Advertisement

Official Lithuania Protest Accuses U.S. of Interference

Share
From Times Wire Services

An official demonstration was held Monday in the capital of the Soviet republic of Lithuania to protest alleged U.S. interference in Baltic affairs, and authorities cracked down on nationalists to prevent protests marking Lithuania’s short-lived independence.

Today marks the 70th anniversary of Lithuania’s declaration of independence on Feb. 16, 1918, only months after the Bolshevik revolution brought Communists to power in Russia.

Lithuania, along with the neighboring Baltic states of Estonia and Latvia, was absorbed by the Soviet Union in 1940, a year after a Soviet pact with Nazi Germany consigned most of the country to the Soviet sphere of influence.

Advertisement

The United States has never recognized the incorporation of the Baltic states by the Soviet Union, and U.S. politicians still speak out in support of Baltic nationalists.

President Reagan, with support from the U.S. Congress, issued a proclamation Thursday calling for observance of the 1918 anniversary despite Soviet protests that this is interference.

U.S. Action Targeted

The U.S. action was the main target of the officially sanctioned hourlong demonstration attended by about 2,000 people.

“Leave Lithuania Alone,” said one banner. “Mr.

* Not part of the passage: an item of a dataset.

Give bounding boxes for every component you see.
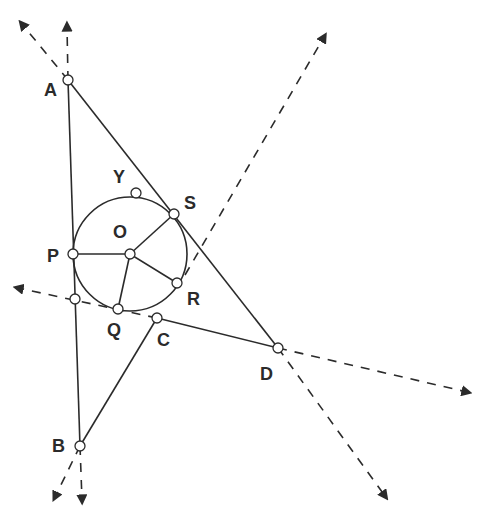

President From Across the Ocean Stop This Interference,” said another. Other demonstrators unfurled the Lithuanian Soviet republic flag of green and red with a hammer and sickle in the corner.

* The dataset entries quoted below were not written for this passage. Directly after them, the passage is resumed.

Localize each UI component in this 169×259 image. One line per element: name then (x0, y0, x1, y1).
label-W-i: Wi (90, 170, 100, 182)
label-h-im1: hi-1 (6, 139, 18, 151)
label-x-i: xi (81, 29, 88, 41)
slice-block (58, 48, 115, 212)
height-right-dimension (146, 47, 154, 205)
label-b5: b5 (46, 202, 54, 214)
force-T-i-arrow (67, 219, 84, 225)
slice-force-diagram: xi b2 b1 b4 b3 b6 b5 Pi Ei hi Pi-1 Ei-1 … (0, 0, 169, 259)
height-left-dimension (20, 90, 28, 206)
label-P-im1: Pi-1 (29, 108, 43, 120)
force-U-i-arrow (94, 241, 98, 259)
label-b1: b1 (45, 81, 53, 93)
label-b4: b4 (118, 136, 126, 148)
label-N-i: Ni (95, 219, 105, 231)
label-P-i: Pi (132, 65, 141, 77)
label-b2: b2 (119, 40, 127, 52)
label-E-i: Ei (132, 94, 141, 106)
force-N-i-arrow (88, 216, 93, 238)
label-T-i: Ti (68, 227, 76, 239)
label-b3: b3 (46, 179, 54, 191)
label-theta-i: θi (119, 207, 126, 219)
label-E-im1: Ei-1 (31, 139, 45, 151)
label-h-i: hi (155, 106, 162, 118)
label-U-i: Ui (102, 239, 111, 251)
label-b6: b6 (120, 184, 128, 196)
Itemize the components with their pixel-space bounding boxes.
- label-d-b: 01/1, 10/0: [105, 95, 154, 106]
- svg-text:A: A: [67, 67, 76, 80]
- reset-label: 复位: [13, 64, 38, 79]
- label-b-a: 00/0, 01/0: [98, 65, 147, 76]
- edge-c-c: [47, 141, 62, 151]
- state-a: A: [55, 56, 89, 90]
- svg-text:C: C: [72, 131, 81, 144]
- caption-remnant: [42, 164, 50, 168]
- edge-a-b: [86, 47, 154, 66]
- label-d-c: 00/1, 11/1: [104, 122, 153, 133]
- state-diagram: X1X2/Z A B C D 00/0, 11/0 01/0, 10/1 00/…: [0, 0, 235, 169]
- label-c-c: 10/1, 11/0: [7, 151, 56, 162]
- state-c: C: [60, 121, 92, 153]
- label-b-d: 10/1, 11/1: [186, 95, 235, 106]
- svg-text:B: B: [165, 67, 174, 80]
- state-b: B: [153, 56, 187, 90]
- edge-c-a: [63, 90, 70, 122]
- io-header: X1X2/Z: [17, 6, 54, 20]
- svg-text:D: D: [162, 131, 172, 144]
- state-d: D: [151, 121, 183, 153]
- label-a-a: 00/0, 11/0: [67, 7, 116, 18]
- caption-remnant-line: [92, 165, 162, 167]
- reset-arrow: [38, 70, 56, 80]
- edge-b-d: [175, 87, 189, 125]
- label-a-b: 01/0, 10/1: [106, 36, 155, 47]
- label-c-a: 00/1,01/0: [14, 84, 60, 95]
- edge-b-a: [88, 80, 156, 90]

A resolution printed in Lithuania’s main newspapers declared: “We protest in the strongest terms this blatant political action by the President and the U.S. Congress.”

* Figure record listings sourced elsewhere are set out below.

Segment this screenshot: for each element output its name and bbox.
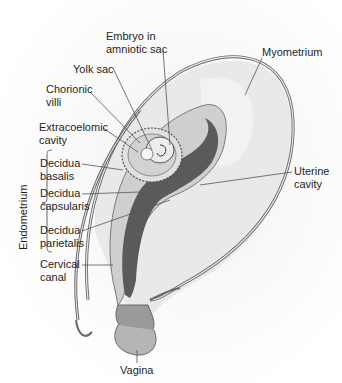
label-chorionic-line1: Chorionic: [46, 83, 92, 96]
label-embryo-line1: Embryo in: [106, 30, 167, 43]
label-vagina: Vagina: [120, 364, 153, 377]
uterus-diagram: Embryo in amniotic sac Yolk sac Chorioni…: [0, 0, 342, 383]
label-myometrium: Myometrium: [262, 46, 323, 59]
label-cervical-line2: canal: [40, 271, 80, 284]
label-yolk-sac: Yolk sac: [73, 63, 114, 76]
label-extracoelomic-cavity: Extracoelomic cavity: [39, 121, 108, 146]
label-decidua-capsularis: Decidua capsularis: [40, 187, 90, 212]
label-uterine-cavity: Uterine cavity: [294, 165, 329, 190]
label-cervical-line1: Cervical: [40, 258, 80, 271]
label-capsularis-line2: capsularis: [40, 200, 90, 213]
yolk-sac: [141, 148, 153, 160]
label-uterine-line1: Uterine: [294, 165, 329, 178]
label-endometrium: Endometrium: [17, 185, 29, 250]
label-embryo: Embryo in amniotic sac: [106, 30, 167, 55]
label-chorionic-line2: villi: [46, 96, 92, 109]
label-chorionic-villi: Chorionic villi: [46, 83, 92, 108]
label-basalis-line2: basalis: [40, 170, 80, 183]
label-extracoelomic-line2: cavity: [39, 134, 108, 147]
label-extracoelomic-line1: Extracoelomic: [39, 121, 108, 134]
label-parietalis-line1: Decidua: [40, 224, 84, 237]
label-embryo-line2: amniotic sac: [106, 43, 167, 56]
label-decidua-basalis: Decidua basalis: [40, 157, 80, 182]
label-cervical-canal: Cervical canal: [40, 258, 80, 283]
label-basalis-line1: Decidua: [40, 157, 80, 170]
label-parietalis-line2: parietalis: [40, 237, 84, 250]
label-decidua-parietalis: Decidua parietalis: [40, 224, 84, 249]
label-capsularis-line1: Decidua: [40, 187, 90, 200]
label-uterine-line2: cavity: [294, 178, 329, 191]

One demonstrator, 22-year-old worker Richard Kazakavicus, bitterly objected to “U.S. meddling” in Lithuanian affairs.

Advertisement

“We have our own government and can decide our own internal affairs,” said the tall blond man, who was clad in jeans and a denim jacket.

‘It’s That Simple’

But an elderly man who refused to give his name, saying he feared arrest, said Vilnius factory and office workers had been forced to attend the rally. “They just drove them in,” he said. “It’s that simple.”

Another participant said each Vilnius workplace had been told to provide 10 people for the rally on the square next to the city’s former Roman Catholic cathedral, which now houses an art gallery.

Authorities made it clear they wouldn’t tolerate any show of nationalist sentiment Tuesday.

Lithuanian nationalist Nijole Sadunaite said Communist Party authorities had distributed a warning in offices and factories that taking part in protests today would be considered an “anti-Soviet act.”

Activists planned to lay flowers today at historic sites in Vilnius and Kaunas, the spiritual center of the Lithuanian Roman Catholic church. They also planned to meet at St. Nicholas and St. Anne churches in Vilnius to pray for “those who died for Lithuanian freedom,” Sadunaite said.

Advertisement

The country 3.6 million citizens are mostly Catholics.

The crackdown represented a hardening of the Soviet leadership’s line on protests by ethnic groups. Officials allowed peaceful demonstrations in Latvia, Lithuania and Estonia on the Aug. 23 anniversary of the German-Soviet agreement.

Uniformed policemen, plainclothes officers and police auxiliary patrolled the main shopping street, Lenin Prospekt; Rasu Cemetery, where many prominent Lithuanians are buried, and at the monument to Adam Mickiewicz, a 19th Century Lithuanian writer.

“We’re here to make sure some kind of order prevails,” said one auxiliary policeman.